YM Exclusive: Dodgeball Founders Leave Google
Getting Out of Dodge. Dennis Crowley, founder of the mobile social networking service Dodgeball, and Alex Rainert resigned from their positions at Google, which acquired the service in May 2005, effective Friday April 13th. When reached for comment, Crowley said, "It's really disappointing to leave Dodgeball behind, but I'm looking forward to getting back to work on other projects."Searching for clues? It's no secret to people who cover the space that Google put almost zero resources into building the service after acquisition - a familiar fate of other Google properties - which allowed similar location-focused mobile companies like Jaiku and Loopt to innovate around them. Ironically, Twitter, a simplified blogging service fully funded by the money Evan Williams made from the sale of Blogger to Google, was able to become the latest darling of the social tech blogosphere while Google stifled Dodgeball's in-house development.
No rest for the texted. While plans for Dodgeball have not been publicly announced (no one who's been following Google would be surprised if/when? they kill it), Crowley begins work Monday at Area/Code, maker of big urban games like PacManhattan, with Kevin Slavin and Frank Lantz. All three are instructors at NYU's Interactive Telecommunications Program where Crowley and Rainert were '04 graduates. Rainert has taken a position with IconNicholson, a digital agency.
Crowley plans to make an announcement through his Flickr page...a Yahoo! company. UPDATE: Here it is, Google "frustration."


What is expected —
Select from the records below every line that has the word "Type" in it.

Exercise inputs —

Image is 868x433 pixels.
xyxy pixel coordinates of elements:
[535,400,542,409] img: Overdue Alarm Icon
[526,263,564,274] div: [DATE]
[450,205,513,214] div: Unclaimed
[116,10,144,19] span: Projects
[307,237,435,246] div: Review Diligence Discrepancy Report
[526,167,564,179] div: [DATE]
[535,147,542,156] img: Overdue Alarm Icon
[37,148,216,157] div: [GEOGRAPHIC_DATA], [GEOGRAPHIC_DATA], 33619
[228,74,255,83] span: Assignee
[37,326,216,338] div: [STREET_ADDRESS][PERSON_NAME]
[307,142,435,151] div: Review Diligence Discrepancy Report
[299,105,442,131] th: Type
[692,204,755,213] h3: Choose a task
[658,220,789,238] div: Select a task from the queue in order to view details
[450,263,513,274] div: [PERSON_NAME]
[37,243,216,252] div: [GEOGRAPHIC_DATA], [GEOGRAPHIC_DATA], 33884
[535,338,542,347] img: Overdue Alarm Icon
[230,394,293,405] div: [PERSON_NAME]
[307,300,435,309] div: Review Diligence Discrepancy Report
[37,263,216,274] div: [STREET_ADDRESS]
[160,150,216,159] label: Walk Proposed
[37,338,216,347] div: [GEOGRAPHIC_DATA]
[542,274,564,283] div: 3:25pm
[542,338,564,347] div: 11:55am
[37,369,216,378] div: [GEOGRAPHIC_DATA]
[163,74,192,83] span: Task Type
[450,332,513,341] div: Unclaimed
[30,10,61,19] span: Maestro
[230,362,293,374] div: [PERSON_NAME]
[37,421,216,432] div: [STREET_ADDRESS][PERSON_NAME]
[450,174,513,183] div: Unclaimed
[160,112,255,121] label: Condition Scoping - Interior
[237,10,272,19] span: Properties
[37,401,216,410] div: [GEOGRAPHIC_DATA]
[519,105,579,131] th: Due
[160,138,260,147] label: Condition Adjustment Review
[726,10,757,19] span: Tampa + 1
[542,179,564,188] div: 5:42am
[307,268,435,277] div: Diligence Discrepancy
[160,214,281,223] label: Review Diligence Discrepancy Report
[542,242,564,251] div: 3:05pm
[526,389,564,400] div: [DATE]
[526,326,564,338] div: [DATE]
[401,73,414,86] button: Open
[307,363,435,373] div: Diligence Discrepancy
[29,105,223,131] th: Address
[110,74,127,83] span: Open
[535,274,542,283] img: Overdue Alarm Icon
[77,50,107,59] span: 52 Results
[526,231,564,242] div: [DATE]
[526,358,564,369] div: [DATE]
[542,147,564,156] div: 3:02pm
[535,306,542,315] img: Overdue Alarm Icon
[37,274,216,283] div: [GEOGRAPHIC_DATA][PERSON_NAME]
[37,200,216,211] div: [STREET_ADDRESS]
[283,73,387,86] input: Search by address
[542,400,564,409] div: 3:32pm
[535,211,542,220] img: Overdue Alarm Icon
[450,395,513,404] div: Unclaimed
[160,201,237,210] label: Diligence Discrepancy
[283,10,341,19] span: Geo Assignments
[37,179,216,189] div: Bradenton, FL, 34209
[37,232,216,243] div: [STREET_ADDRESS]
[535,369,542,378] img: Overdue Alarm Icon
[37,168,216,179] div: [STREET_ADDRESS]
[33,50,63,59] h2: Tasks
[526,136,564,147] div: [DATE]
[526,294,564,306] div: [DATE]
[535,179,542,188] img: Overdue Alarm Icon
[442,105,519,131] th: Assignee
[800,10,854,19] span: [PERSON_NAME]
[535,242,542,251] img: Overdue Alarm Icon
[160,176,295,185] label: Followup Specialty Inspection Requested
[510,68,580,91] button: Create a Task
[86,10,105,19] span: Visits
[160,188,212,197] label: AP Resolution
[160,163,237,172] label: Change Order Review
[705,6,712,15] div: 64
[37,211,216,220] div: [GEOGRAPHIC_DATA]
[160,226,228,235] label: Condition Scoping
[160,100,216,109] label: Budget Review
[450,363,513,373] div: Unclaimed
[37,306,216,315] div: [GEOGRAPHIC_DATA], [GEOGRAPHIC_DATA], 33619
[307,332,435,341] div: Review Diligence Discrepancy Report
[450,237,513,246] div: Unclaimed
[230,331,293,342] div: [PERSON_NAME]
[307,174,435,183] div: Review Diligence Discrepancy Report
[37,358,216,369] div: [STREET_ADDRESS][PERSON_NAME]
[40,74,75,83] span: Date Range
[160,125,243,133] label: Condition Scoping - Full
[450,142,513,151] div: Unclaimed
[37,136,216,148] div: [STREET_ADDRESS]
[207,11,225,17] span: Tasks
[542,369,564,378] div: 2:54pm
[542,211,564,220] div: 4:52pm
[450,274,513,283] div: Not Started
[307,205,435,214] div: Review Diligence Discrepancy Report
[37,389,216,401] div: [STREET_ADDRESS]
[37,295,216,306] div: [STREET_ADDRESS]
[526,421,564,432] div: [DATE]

Solved problem —
[299,105,442,131] th: Type
[163,74,192,83] span: Task Type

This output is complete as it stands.